You would think that, but when we validated that in the bast, we got tons of complaints by people who were staging future dates for later release and suddenly had invalid files. So we actually removed the date validation ages ago.
Okay. Is it possible to add the validation in appstream-generator
?
We should have valid dates at that stage, right ?
I think we can do the following:
- Enable timestamp / date verification by default.
- Add a
--disable-time-checks
option which should disable this. - In the current release, we can make this be reported as the highest error which doesn't fail validation ( should exit with zero exit code ). A message can be displayed that
--disable-time-checks
should be used to disable this check. - In the next releases, this should be upgraded to an error which fails validation ( should exit with non-zero exit code )
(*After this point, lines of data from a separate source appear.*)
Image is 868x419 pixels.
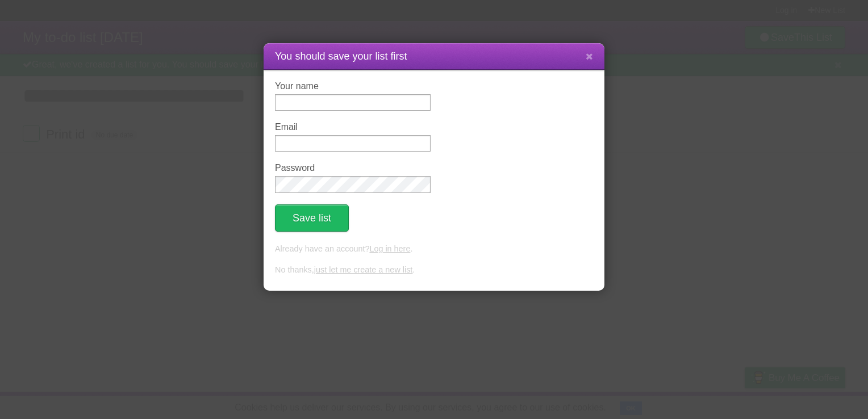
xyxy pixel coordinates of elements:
label: Password [275,163,431,174]
label: Email [275,122,431,132]
h1: You should save your list first [275,49,594,65]
label: Your name [275,81,431,91]
p: No thanks, . [275,264,594,277]
a: just let me create a new list [314,265,413,274]
a: Log in here [369,245,410,253]
button: Save list [275,205,349,232]
p: Already have an account? . [275,243,594,256]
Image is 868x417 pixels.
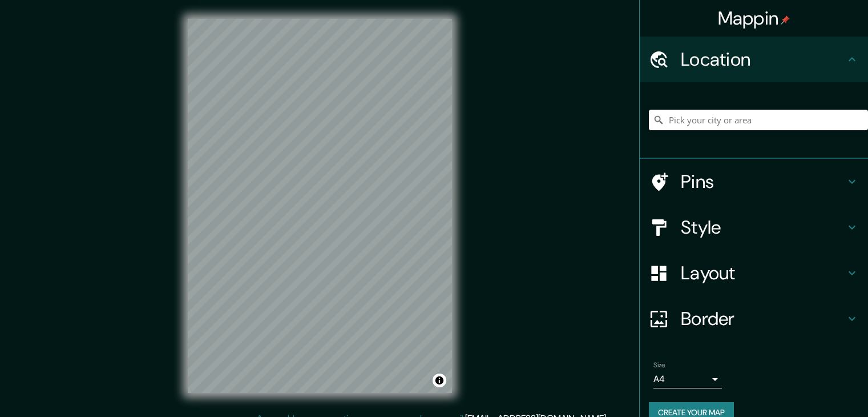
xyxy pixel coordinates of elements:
h4: Pins [681,170,845,193]
h4: Location [681,48,845,71]
div: A4 [654,370,722,388]
button: Toggle attribution [433,374,446,387]
input: Pick your city or area [649,110,868,131]
h4: Border [681,307,845,331]
img: pin-icon.png [781,15,790,25]
h4: Mappin [718,7,790,30]
div: Style [639,205,868,250]
div: Border [639,296,868,341]
h4: Layout [681,261,845,284]
div: Pins [639,159,868,205]
div: Layout [639,250,868,296]
h4: Style [681,216,845,238]
label: Size [654,360,665,370]
div: Location [639,37,868,83]
canvas: Map [188,19,452,393]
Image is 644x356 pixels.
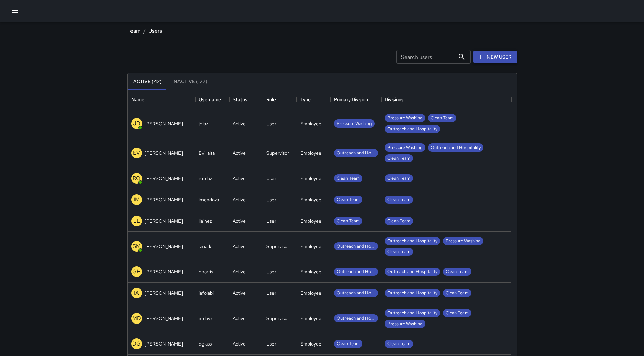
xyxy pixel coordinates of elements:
[132,315,141,323] p: MD
[128,28,141,35] a: Team
[145,290,183,297] p: [PERSON_NAME]
[300,175,322,182] div: Employee
[385,290,440,297] span: Outreach and Hospitality
[267,150,289,156] div: Supervisor
[267,243,289,250] div: Supervisor
[267,217,276,224] div: User
[233,175,246,182] div: Active
[145,340,183,347] p: [PERSON_NAME]
[300,340,322,347] div: Employee
[334,150,378,156] span: Outreach and Hospitality
[334,290,378,297] span: Outreach and Hospitality
[443,290,471,297] span: Clean Team
[133,242,141,251] p: SM
[199,340,211,347] div: dglass
[199,243,211,250] div: smark
[267,175,276,182] div: User
[385,155,413,162] span: Clean Team
[134,289,139,297] p: IA
[385,175,413,182] span: Clean Team
[233,217,246,224] div: Active
[199,269,213,275] div: gharris
[300,150,322,156] div: Employee
[267,120,276,127] div: User
[233,90,248,109] div: Status
[381,90,512,109] div: Divisions
[334,90,368,109] div: Primary Division
[199,217,211,224] div: llainez
[443,238,484,244] span: Pressure Washing
[229,90,263,109] div: Status
[300,196,322,203] div: Employee
[385,341,413,347] span: Clean Team
[473,51,517,63] a: New User
[267,290,276,297] div: User
[233,340,246,347] div: Active
[133,149,140,157] p: EV
[300,269,322,275] div: Employee
[334,269,378,275] span: Outreach and Hospitality
[145,150,183,156] p: [PERSON_NAME]
[297,90,331,109] div: Type
[334,218,363,224] span: Clean Team
[334,316,378,322] span: Outreach and Hospitality
[195,90,229,109] div: Username
[385,321,425,327] span: Pressure Washing
[334,121,375,127] span: Pressure Washing
[300,90,311,109] div: Type
[385,310,440,316] span: Outreach and Hospitality
[233,120,246,127] div: Active
[385,144,425,151] span: Pressure Washing
[199,290,214,297] div: iafolabi
[267,269,276,275] div: User
[148,28,162,35] a: Users
[233,196,246,203] div: Active
[263,90,297,109] div: Role
[199,175,212,182] div: rordaz
[300,217,322,224] div: Employee
[334,341,363,347] span: Clean Team
[144,27,146,35] li: /
[145,196,183,203] p: [PERSON_NAME]
[267,196,276,203] div: User
[132,268,141,276] p: GH
[334,175,363,182] span: Clean Team
[385,197,413,203] span: Clean Team
[199,315,213,322] div: mdavis
[443,310,471,316] span: Clean Team
[233,290,246,297] div: Active
[334,197,363,203] span: Clean Team
[145,269,183,275] p: [PERSON_NAME]
[132,340,141,348] p: DG
[267,90,276,109] div: Role
[145,217,183,224] p: [PERSON_NAME]
[199,90,221,109] div: Username
[145,120,183,127] p: [PERSON_NAME]
[385,126,440,132] span: Outreach and Hospitality
[300,290,322,297] div: Employee
[385,218,413,224] span: Clean Team
[428,115,457,121] span: Clean Team
[385,269,440,275] span: Outreach and Hospitality
[199,150,215,156] div: Evillalta
[385,115,425,121] span: Pressure Washing
[428,144,484,151] span: Outreach and Hospitality
[385,249,413,255] span: Clean Team
[145,175,183,182] p: [PERSON_NAME]
[199,196,219,203] div: imendoza
[331,90,381,109] div: Primary Division
[133,196,140,204] p: IM
[385,238,440,244] span: Outreach and Hospitality
[199,120,208,127] div: jdiaz
[233,269,246,275] div: Active
[443,269,471,275] span: Clean Team
[233,315,246,322] div: Active
[133,120,140,128] p: JD
[233,243,246,250] div: Active
[300,243,322,250] div: Employee
[300,120,322,127] div: Employee
[145,243,183,250] p: [PERSON_NAME]
[131,90,144,109] div: Name
[133,174,140,182] p: RO
[385,90,404,109] div: Divisions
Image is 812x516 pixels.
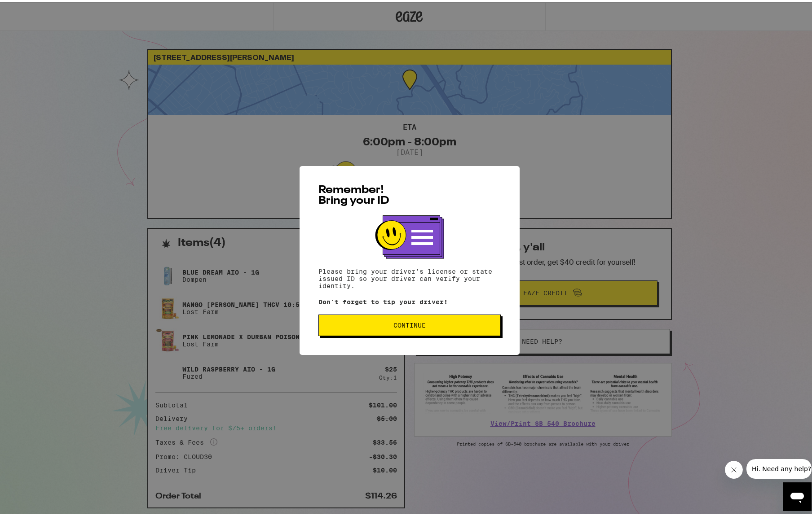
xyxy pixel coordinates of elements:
p: Don't forget to tip your driver! [318,296,500,303]
span: Continue [393,320,426,327]
iframe: Close message [725,459,743,477]
button: Continue [318,313,500,334]
iframe: Message from company [746,457,811,477]
span: Remember! Bring your ID [318,183,390,204]
p: Please bring your driver's license or state issued ID so your driver can verify your identity. [318,265,500,287]
iframe: Button to launch messaging window [783,481,811,509]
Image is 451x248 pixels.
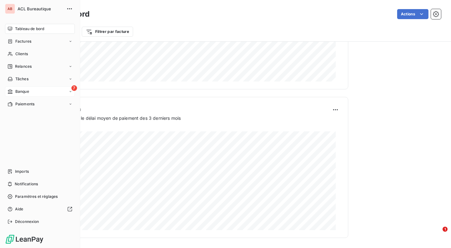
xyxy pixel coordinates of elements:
span: Aide [15,206,23,212]
button: Filtrer par facture [82,27,133,37]
span: Paramètres et réglages [15,193,58,199]
span: Clients [15,51,28,57]
span: Imports [15,168,29,174]
iframe: Intercom live chat [429,226,444,241]
span: Notifications [15,181,38,187]
span: Prévisionnel basé sur le délai moyen de paiement des 3 derniers mois [35,115,181,121]
span: ACL Bureautique [18,6,63,11]
span: 7 [71,85,77,91]
span: Relances [15,64,32,69]
span: 1 [442,226,447,231]
span: Déconnexion [15,218,39,224]
a: Aide [5,204,75,214]
span: Banque [15,89,29,94]
button: Actions [397,9,428,19]
div: AB [5,4,15,14]
span: Tableau de bord [15,26,44,32]
img: Logo LeanPay [5,234,44,244]
span: Factures [15,38,31,44]
span: Tâches [15,76,28,82]
span: Paiements [15,101,34,107]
Folks who want to disable time checks due to the reasons mentioned above can use the --disable-time-checks
option.
In contrast, downstream package maintainers who maintain SPEC files ( Fedora etc ), debian/rules ( Debian etc ) or the equivalent in other distros will not need the --disable-time-checks
option, since the date / timestamp is expected to be in the past by that time. Anyone using --disable-time-checks
option downstream will be accountable for that package, and the change will be visible publicly for review / comments.
I'm not sure how things work in the flatpak / flathub space, but I assume the above can be applied there as well.
Does the above sound reasonable ?
I'm not sure how things work in the flatpak / flathub space, but I assume the above can be applied there as well.
We've (Kodi) run into problems with checks like this before, cause we had a team member from australia (or the future) doing a release and flathub didn't like that. I guess the important fact is that everything would need to be utc/zulu time to work (obviously)
Still, kinda hard to make release managers think about utc dates and not their local date.